After a duel that lasted seven minutes, between two buyers giving their orders over the telephone and repeatedly bidding an additional $100,000, lot number 14 of the sale, “Christ as a Man of Sorrows” (” The man of sorrows”), was sold for $39.3 million, plus fees and commissions, for a total of $45.41 million.
The price is above the estimate given by Sotheby’s ($40 million), but it is more than half the record set last year ($92.2 million) for a painting by Italian Renaissance master, the “Young Man Holding a Medallion”.
According to Sotheby’s, it is the third most expensive painting by a Renaissance painter sold at auction, if we count the famous Salvator Mundi, attributed to Leonardo da Vinci, which exploded all the counters in November 2017 at Christie’s in New York ($450 million).

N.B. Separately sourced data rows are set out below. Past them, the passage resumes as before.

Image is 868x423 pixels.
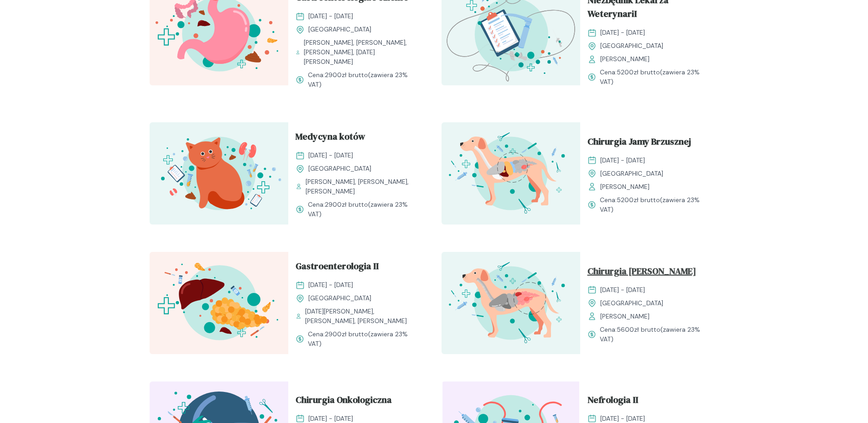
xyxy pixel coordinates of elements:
span: 2900 zł brutto [324,200,368,209]
span: [GEOGRAPHIC_DATA] [600,298,663,307]
span: Nefrologia II [588,393,639,410]
a: Medycyna kotów [295,130,419,147]
img: aHfRokMqNJQqH-fc_ChiruJB_T.svg [441,122,580,225]
span: 5600 zł brutto [617,325,660,334]
span: [PERSON_NAME], [PERSON_NAME], [PERSON_NAME], [DATE][PERSON_NAME] [304,38,419,67]
span: Cena: (zawiera 23% VAT) [308,70,419,89]
span: [PERSON_NAME] [600,311,650,321]
span: [PERSON_NAME], [PERSON_NAME], [PERSON_NAME] [306,177,419,196]
span: [DATE][PERSON_NAME], [PERSON_NAME], [PERSON_NAME] [305,306,419,325]
span: Cena: (zawiera 23% VAT) [600,196,712,214]
span: [GEOGRAPHIC_DATA] [308,293,371,303]
span: 5200 zł brutto [617,196,660,204]
span: [DATE] - [DATE] [600,155,645,165]
span: [GEOGRAPHIC_DATA] [600,41,663,51]
span: Cena: (zawiera 23% VAT) [600,68,712,86]
span: [DATE] - [DATE] [600,28,645,38]
span: 5200 zł brutto [617,68,660,76]
img: ZpbG-x5LeNNTxNnM_ChiruTy%C5%82o_T.svg [441,252,580,353]
span: [DATE] - [DATE] [308,280,353,290]
span: Chirurgia Jamy Brzusznej [588,134,691,152]
span: [GEOGRAPHIC_DATA] [308,164,371,173]
a: Nefrologia II [588,393,712,410]
span: [PERSON_NAME] [600,182,650,192]
span: Cena: (zawiera 23% VAT) [308,329,419,349]
span: Cena: (zawiera 23% VAT) [308,199,419,219]
span: [DATE] - [DATE] [600,285,645,294]
span: [GEOGRAPHIC_DATA] [600,168,663,179]
a: Chirurgia Onkologiczna [295,393,419,410]
span: 2900 zł brutto [324,330,368,337]
span: Medycyna kotów [295,130,365,147]
img: aHfQZEMqNJQqH-e8_MedKot_T.svg [150,122,289,225]
span: 2900 zł brutto [324,70,368,79]
span: [DATE] - [DATE] [308,150,353,160]
span: [DATE] - [DATE] [308,11,353,21]
span: Gastroenterologia II [295,258,379,276]
a: Gastroenterologia II [295,258,419,276]
span: Chirurgia Onkologiczna [295,393,392,410]
span: Cena: (zawiera 23% VAT) [600,324,712,344]
img: ZxkxEIF3NbkBX8eR_GastroII_T.svg [150,252,289,353]
a: Chirurgia Jamy Brzusznej [588,134,712,152]
span: [GEOGRAPHIC_DATA] [308,24,371,34]
a: Chirurgia [PERSON_NAME] [588,264,712,281]
span: Chirurgia [PERSON_NAME] [588,264,696,281]
span: [PERSON_NAME] [600,55,650,64]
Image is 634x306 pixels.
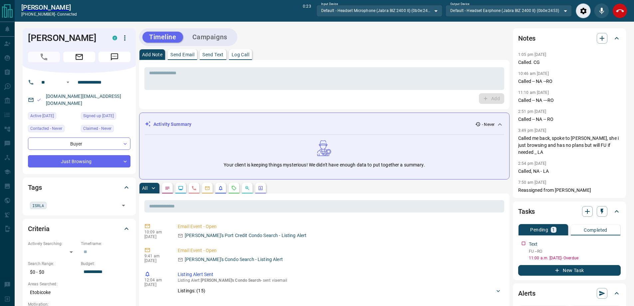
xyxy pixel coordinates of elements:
[231,185,237,191] svg: Requests
[202,52,224,57] p: Send Text
[32,202,44,209] span: ISRLA
[530,227,548,232] p: Pending
[30,113,54,119] span: Active [DATE]
[81,112,131,122] div: Sat Feb 20 2016
[21,3,77,11] a: [PERSON_NAME]
[178,287,205,294] p: Listings: ( 15 )
[232,52,249,57] p: Log Call
[518,135,621,156] p: Called me back, spoke to [PERSON_NAME], she i just browsing and has no plans but will FU if neede...
[143,32,183,43] button: Timeline
[145,234,168,239] p: [DATE]
[186,32,234,43] button: Campaigns
[594,3,609,18] div: Mute
[518,52,547,57] p: 1:05 pm [DATE]
[518,78,621,85] p: Called -- NA --RO
[178,185,183,191] svg: Lead Browsing Activity
[83,113,114,119] span: Signed up [DATE]
[576,3,591,18] div: Audio Settings
[28,138,131,150] div: Buyer
[518,168,621,175] p: Called, NA - LA
[28,267,78,278] p: $0 - $0
[205,185,210,191] svg: Emails
[185,256,283,263] p: [PERSON_NAME]'s Condo Search - Listing Alert
[145,258,168,263] p: [DATE]
[145,278,168,282] p: 12:04 am
[191,185,197,191] svg: Calls
[245,185,250,191] svg: Opportunities
[529,255,621,261] p: 11:00 a.m. [DATE] - Overdue
[518,33,536,44] h2: Notes
[518,180,547,185] p: 7:50 am [DATE]
[154,121,191,128] p: Activity Summary
[37,98,41,102] svg: Email Valid
[303,3,311,18] p: 0:23
[28,112,78,122] div: Tue Jul 22 2025
[142,52,163,57] p: Add Note
[258,185,263,191] svg: Agent Actions
[584,228,608,232] p: Completed
[518,59,621,66] p: Called. CG
[28,281,131,287] p: Areas Searched:
[317,5,443,16] div: Default - Headset Microphone (Jabra BIZ 2400 II) (0b0e:2453)
[178,278,502,283] p: Listing Alert : - sent via email
[446,5,572,16] div: Default - Headset Earphone (Jabra BIZ 2400 II) (0b0e:2453)
[28,52,60,62] span: Call
[552,227,555,232] p: 1
[63,52,95,62] span: Email
[451,2,470,6] label: Output Device
[518,206,535,217] h2: Tasks
[46,94,121,106] a: [DOMAIN_NAME][EMAIL_ADDRESS][DOMAIN_NAME]
[119,201,128,210] button: Open
[28,155,131,167] div: Just Browsing
[170,52,194,57] p: Send Email
[145,118,504,131] div: Activity Summary- Never
[28,261,78,267] p: Search Range:
[142,186,148,190] p: All
[57,12,77,17] span: connected
[145,254,168,258] p: 9:41 am
[518,288,536,299] h2: Alerts
[185,232,307,239] p: [PERSON_NAME]'s Port Credit Condo Search - Listing Alert
[178,285,502,297] div: Listings: (15)
[178,223,502,230] p: Email Event - Open
[178,247,502,254] p: Email Event - Open
[518,265,621,276] button: New Task
[113,36,117,40] div: condos.ca
[518,71,549,76] p: 10:46 am [DATE]
[518,90,549,95] p: 11:10 am [DATE]
[64,78,72,86] button: Open
[201,278,261,283] span: [PERSON_NAME]'s Condo Search
[83,125,112,132] span: Claimed - Never
[28,241,78,247] p: Actively Searching:
[81,261,131,267] p: Budget:
[518,128,547,133] p: 3:49 pm [DATE]
[518,187,621,194] p: Reassigned from [PERSON_NAME]
[28,287,131,298] p: Etobicoke
[145,230,168,234] p: 10:09 am
[30,125,62,132] span: Contacted - Never
[165,185,170,191] svg: Notes
[28,182,42,193] h2: Tags
[218,185,223,191] svg: Listing Alerts
[518,109,547,114] p: 2:51 pm [DATE]
[518,285,621,301] div: Alerts
[28,179,131,195] div: Tags
[518,97,621,104] p: Called -- NA ---RO
[518,30,621,46] div: Notes
[145,282,168,287] p: [DATE]
[178,271,502,278] p: Listing Alert Sent
[518,161,547,166] p: 2:54 pm [DATE]
[613,3,628,18] div: End Call
[518,203,621,219] div: Tasks
[28,33,103,43] h1: [PERSON_NAME]
[518,116,621,123] p: Called -- NA -- RO
[28,221,131,237] div: Criteria
[81,241,131,247] p: Timeframe:
[224,162,425,168] p: Your client is keeping things mysterious! We didn't have enough data to put together a summary.
[529,241,538,248] p: Text
[99,52,131,62] span: Message
[28,223,50,234] h2: Criteria
[21,11,77,17] p: [PHONE_NUMBER] -
[321,2,338,6] label: Input Device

Presentation on the metaverse
“Christ as a Man of Sorrows”, sold Thursday, is a portrait on a black background of Jesus, with deep gaze, crown of thorns around his head surrounded by angels. His hands, scarified, are bound by ropes.

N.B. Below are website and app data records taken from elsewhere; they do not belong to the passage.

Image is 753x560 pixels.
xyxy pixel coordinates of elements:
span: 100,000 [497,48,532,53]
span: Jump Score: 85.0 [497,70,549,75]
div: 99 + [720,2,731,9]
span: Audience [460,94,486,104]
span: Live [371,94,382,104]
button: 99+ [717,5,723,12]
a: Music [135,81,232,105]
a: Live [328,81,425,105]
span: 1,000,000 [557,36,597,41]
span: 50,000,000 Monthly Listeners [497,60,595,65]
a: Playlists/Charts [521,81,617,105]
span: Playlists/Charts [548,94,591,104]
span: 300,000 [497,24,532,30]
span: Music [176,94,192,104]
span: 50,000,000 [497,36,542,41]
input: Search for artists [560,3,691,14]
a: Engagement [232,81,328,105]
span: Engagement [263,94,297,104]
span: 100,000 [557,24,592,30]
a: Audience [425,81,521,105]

According to the experts cited by Sotheby’s, the painting dates back to the early 1500s, at the end of the life of Sandro Botticelli (1445-1510), known for his works exhibited at the Uffizi in Florence (“Spring”, “Birth of Venus”) and whose frescoes also adorn the Sistine Chapel in the Vatican.

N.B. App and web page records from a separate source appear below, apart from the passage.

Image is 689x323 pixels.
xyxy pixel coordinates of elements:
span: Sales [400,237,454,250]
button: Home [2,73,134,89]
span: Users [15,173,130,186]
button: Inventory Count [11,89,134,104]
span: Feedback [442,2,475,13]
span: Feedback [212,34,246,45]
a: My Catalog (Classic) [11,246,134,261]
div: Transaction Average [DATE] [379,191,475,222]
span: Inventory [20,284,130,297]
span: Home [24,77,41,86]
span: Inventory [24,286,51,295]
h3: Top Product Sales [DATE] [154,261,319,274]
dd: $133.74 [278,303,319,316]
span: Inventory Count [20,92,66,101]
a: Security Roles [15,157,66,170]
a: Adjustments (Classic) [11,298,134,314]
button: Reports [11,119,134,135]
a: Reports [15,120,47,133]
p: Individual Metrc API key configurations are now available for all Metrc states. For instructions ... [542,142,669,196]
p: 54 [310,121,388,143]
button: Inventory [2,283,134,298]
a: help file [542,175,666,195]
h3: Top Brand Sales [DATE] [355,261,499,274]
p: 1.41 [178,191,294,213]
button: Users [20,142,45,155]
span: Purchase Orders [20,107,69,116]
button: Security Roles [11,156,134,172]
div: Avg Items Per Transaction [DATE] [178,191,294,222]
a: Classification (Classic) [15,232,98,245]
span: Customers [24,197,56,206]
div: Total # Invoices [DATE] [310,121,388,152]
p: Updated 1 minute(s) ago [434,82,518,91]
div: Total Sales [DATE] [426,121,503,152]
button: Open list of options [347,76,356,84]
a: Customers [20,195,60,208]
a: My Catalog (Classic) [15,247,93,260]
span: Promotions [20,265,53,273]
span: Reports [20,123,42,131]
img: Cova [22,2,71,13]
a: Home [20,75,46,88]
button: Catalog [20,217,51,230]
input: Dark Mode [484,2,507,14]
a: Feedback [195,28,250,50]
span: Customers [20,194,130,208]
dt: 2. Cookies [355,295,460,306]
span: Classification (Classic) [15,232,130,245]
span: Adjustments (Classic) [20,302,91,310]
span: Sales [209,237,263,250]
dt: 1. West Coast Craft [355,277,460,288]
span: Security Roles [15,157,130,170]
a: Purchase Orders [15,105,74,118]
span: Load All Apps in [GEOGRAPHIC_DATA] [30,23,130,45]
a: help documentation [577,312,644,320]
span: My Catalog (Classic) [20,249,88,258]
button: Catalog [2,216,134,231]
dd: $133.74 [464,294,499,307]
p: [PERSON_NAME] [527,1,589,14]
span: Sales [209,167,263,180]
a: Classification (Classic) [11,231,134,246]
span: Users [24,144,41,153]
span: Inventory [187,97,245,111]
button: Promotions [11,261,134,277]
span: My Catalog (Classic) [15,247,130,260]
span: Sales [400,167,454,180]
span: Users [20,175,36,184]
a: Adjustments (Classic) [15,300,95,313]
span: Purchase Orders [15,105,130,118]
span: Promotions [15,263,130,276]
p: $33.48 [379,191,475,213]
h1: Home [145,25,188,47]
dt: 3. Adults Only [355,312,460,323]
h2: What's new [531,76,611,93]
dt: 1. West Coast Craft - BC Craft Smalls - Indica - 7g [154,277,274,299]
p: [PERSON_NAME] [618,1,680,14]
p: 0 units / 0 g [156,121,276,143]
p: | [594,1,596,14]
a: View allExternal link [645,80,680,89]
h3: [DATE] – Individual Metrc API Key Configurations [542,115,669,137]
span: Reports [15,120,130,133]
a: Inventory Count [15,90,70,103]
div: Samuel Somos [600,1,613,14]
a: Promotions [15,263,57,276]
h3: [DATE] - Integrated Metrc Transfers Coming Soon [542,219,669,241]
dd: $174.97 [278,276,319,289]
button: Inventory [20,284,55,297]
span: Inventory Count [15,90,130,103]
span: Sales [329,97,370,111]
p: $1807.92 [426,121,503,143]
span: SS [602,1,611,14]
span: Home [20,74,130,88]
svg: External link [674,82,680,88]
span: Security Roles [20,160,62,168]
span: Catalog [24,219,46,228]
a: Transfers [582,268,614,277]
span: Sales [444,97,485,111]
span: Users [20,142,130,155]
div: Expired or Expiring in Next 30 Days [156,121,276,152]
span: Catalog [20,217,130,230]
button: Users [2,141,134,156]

According to Sotheby’s, the painting, well preserved and surrounded by an ornate gilt frame, had belonged in the 19th century to a famous English singer of the time, Adelaide Kemble Sartoris, then to her heirs. At its last sale, at auction, in 1963, it was bought for 10,000 pounds sterling.
Auction houses benefited from a buoyant art market in 2021, after a year in 2020 where the Covid-19 pandemic weighed on supply. Sotheby’s thus achieved in 2021 the highest sales figure in its history, at 7.3 billion dollars.
Thursday’s sale, dedicated to Old Masters, took place in the morning in New York and online, to allow buyers from Europe and Asia to participate.
After a world tour, the work had been physically exhibited in New York. But Sotheby’s, which is also looking to take up residence in the metaverse, has also created a virtual chapel on its space on the Decentraland platform to show the painting.